Trump seeks to slash business regulations
President Donald Trump set a daunting goal for government agencies bound by complex procedures, ordering his department heads to kill two regulations for each new one they issue.
The two-for-one order is “a big one,” Trump said as he signed the directive Monday while surrounded by small-business executives in the Oval Office. Fulfilling the promise, which he made shortly after his election, may prove more difficult than signing an order.
“It’s going to be hard to implement, just because changing rules involves going through detailed administrative processes and soliciting public comment,” said Darrell West, director of governance studies at the Brookings Institution in Washington. “So it’s not a situation where an agency head can come in and kill a regulation overnight.”
Eliminating a regulation is itself a regulatory process, one that involves months of work that can include vetting multiple rule drafts and reacting to thousands or even millions of comments from industries, trade groups and individuals. The process generally takes months, and can be challenged with a lawsuit by aggrieved parties.
Monday’s action is another example of how the White House under Trump seeks to upend standard Washington practice in areas as diverse as immigration, lobbying, border security and the structure of the national security apparatus. Trump also said he’s determined to go after the 2010 Dodd-Frank banking overhaul law because he believes it has made it extremely difficult for businesses to get loans.
“The president’s order is a good first step on the long road toward eliminating ball-and-chain regulations so small businesses can create jobs and expand the economy,’ said Juanita Duggan, president of the National Federation of Independent Business. “The extraordinary costs and complexity of regulations fall hardest on America’s small and independent businesses.”
Under the executive order signed Monday, for each new rule created, federal agencies must identify at least two to be repealed, and the total incremental cost of all new regulations needs to be zero, according to the directive. The order doesn’t apply to military, national security, and foreign affairs functions.
Much is left undecided. The directive tasks Trump’s yet-to-be-named Office of Management and Budget director with deciding what constitutes a regulation, whether more exemptions should be made and even if it should be phased in.
Federal agencies and departments will identify the regulatory targets for proposed elimination under their jurisdiction, and the White House will have the final say, according to senior administration officials who spoke on condition of anonymity.
“Particularly in the environmental area, you can’t just make a change,” West said. “You have to demonstrate that the costs outweigh the benefits if you want to kill something, so that involves looking at health risks and the economic impact of regulations.”
To carry out the president’s intent, agencies would need to write a regulation that kills two rules, said Jeff Holmstead, a partner at Bracewell LLP who is a former assistant administrator at the Environmental Protection Agency.
Holmstead said he believes that over time “they’ll figure out an implementation strategy that makes some sense of these.”
“President Trump’s executive order helps bring the nation’s regulatory regime into the 21st century by putting regulators on a budget, and addressing the costs agencies can impose each year,” House Speaker Paul Ryan said in an e-mailed statement.
Canada, the United Kingdom and Australia offset new regulations by removing old ones, Marcus Peacock, a distinguished research professor at the George Washington University Regulatory Studies Center, wrote in a December research paper. Those schemes are one element of broader initiatives, such as assessing the hardship imposed by each rule.
“Unlike just counting the number of regulations, using the cost of additional paperwork at least measures some of the burden regulations impose on the economy,” Peacock wrote.
James Gattuso, a senior fellow in regulatory policy at the Heritage Foundation, a Washington-based group that favors limited government, said Trump’s rule doesn’t obviate the need for wider action.
“It wouldn’t hurt. It certainly sends a message,” Gattuso said. “I worry that this is a bit of a gimmick instead real change.”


# ASSIGNMENT
Restate each entry below exactly; pictures stay out of the copy.

=== Begin Enclosure ===

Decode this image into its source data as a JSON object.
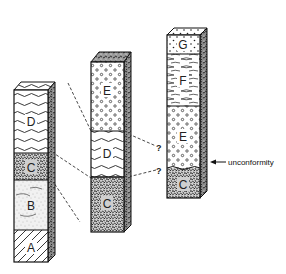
{
  "diagram": {
    "type": "stratigraphic-columns",
    "columns": [
      {
        "id": "column-1",
        "layers_top_to_bottom": [
          {
            "label": "D",
            "pattern": "wavy-lines"
          },
          {
            "label": "C",
            "pattern": "dense-speckle"
          },
          {
            "label": "B",
            "pattern": "light-speckle-with-lines"
          },
          {
            "label": "A",
            "pattern": "diagonal-hatch"
          }
        ]
      },
      {
        "id": "column-2",
        "layers_top_to_bottom": [
          {
            "label": "E",
            "pattern": "circles"
          },
          {
            "label": "D",
            "pattern": "wavy-lines"
          },
          {
            "label": "C",
            "pattern": "dense-speckle"
          }
        ]
      },
      {
        "id": "column-3",
        "layers_top_to_bottom": [
          {
            "label": "G",
            "pattern": "dots"
          },
          {
            "label": "F",
            "pattern": "lenses"
          },
          {
            "label": "E",
            "pattern": "circles"
          },
          {
            "label": "C",
            "pattern": "dense-speckle"
          }
        ]
      }
    ],
    "correlation_marks": [
      "?",
      "?"
    ],
    "annotation": {
      "label": "unconformity",
      "arrow": "left-arrow"
    }
  }
}
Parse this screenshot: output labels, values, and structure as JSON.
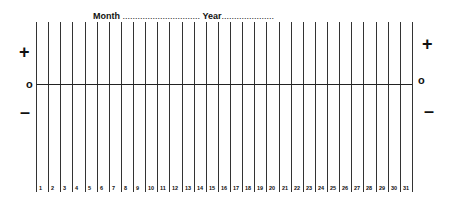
{
  "header": {
    "month_label": "Month",
    "month_dots": "...............................",
    "year_label": "Year",
    "year_dots": "....................."
  },
  "axis": {
    "plus_left": "+",
    "zero_left": "o",
    "minus_left": "–",
    "plus_right": "+",
    "zero_right": "o",
    "minus_right": "–"
  },
  "days": [
    "1",
    "2",
    "3",
    "4",
    "5",
    "6",
    "7",
    "8",
    "9",
    "10",
    "11",
    "12",
    "13",
    "14",
    "15",
    "16",
    "17",
    "18",
    "19",
    "20",
    "21",
    "22",
    "23",
    "24",
    "25",
    "26",
    "27",
    "28",
    "29",
    "30",
    "31"
  ]
}
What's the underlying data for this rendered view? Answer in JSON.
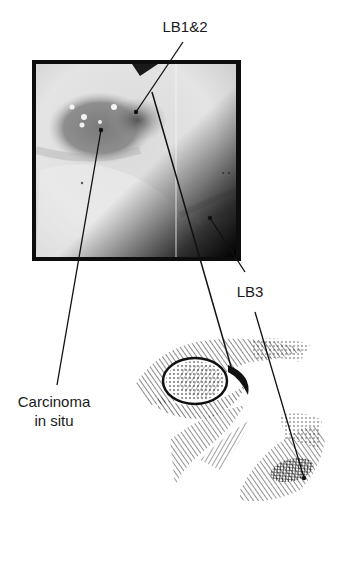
{
  "figure": {
    "labels": {
      "lb12": "LB1&2",
      "lb3": "LB3",
      "carcinoma_line1": "Carcinoma",
      "carcinoma_line2": "in situ"
    },
    "panels": {
      "photo": "bronchoscopic-view",
      "illustration": "bronchial-branch-engraving"
    },
    "colors": {
      "ink": "#111111",
      "frame": "#0d0d0d",
      "photo_light": "#e6e6e6",
      "photo_mid": "#9a9a9a",
      "photo_dark": "#3a3a3a"
    }
  }
}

=== End Enclosure ===

# TASK RESPONSE
Decode this image into its source data as a JSON object.
{
  "diagram": {
    "type": "stratigraphic-columns",
    "columns": [
      {
        "id": "column-1",
        "layers_top_to_bottom": [
          {
            "label": "D",
            "pattern": "wavy-lines"
          },
          {
            "label": "C",
            "pattern": "dense-speckle"
          },
          {
            "label": "B",
            "pattern": "light-speckle-with-lines"
          },
          {
            "label": "A",
            "pattern": "diagonal-hatch"
          }
        ]
      },
      {
        "id": "column-2",
        "layers_top_to_bottom": [
          {
            "label": "E",
            "pattern": "circles"
          },
          {
            "label": "D",
            "pattern": "wavy-lines"
          },
          {
            "label": "C",
            "pattern": "dense-speckle"
          }
        ]
      },
      {
        "id": "column-3",
        "layers_top_to_bottom": [
          {
            "label": "G",
            "pattern": "dots"
          },
          {
            "label": "F",
            "pattern": "lenses"
          },
          {
            "label": "E",
            "pattern": "circles"
          },
          {
            "label": "C",
            "pattern": "dense-speckle"
          }
        ]
      }
    ],
    "correlation_marks": [
      "?",
      "?"
    ],
    "annotation": {
      "label": "unconformity",
      "arrow": "left-arrow"
    }
  }
}
Parse this screenshot: output labels, values, and structure as JSON.
{
  "header": {
    "month_label": "Month",
    "month_dots": "...............................",
    "year_label": "Year",
    "year_dots": "....................."
  },
  "axis": {
    "plus_left": "+",
    "zero_left": "o",
    "minus_left": "–",
    "plus_right": "+",
    "zero_right": "o",
    "minus_right": "–"
  },
  "days": [
    "1",
    "2",
    "3",
    "4",
    "5",
    "6",
    "7",
    "8",
    "9",
    "10",
    "11",
    "12",
    "13",
    "14",
    "15",
    "16",
    "17",
    "18",
    "19",
    "20",
    "21",
    "22",
    "23",
    "24",
    "25",
    "26",
    "27",
    "28",
    "29",
    "30",
    "31"
  ]
}
What's the underlying data for this rendered view? Answer in JSON.
{
  "figure": {
    "labels": {
      "lb12": "LB1&2",
      "lb3": "LB3",
      "carcinoma_line1": "Carcinoma",
      "carcinoma_line2": "in situ"
    },
    "panels": {
      "photo": "bronchoscopic-view",
      "illustration": "bronchial-branch-engraving"
    },
    "colors": {
      "ink": "#111111",
      "frame": "#0d0d0d",
      "photo_light": "#e6e6e6",
      "photo_mid": "#9a9a9a",
      "photo_dark": "#3a3a3a"
    }
  }
}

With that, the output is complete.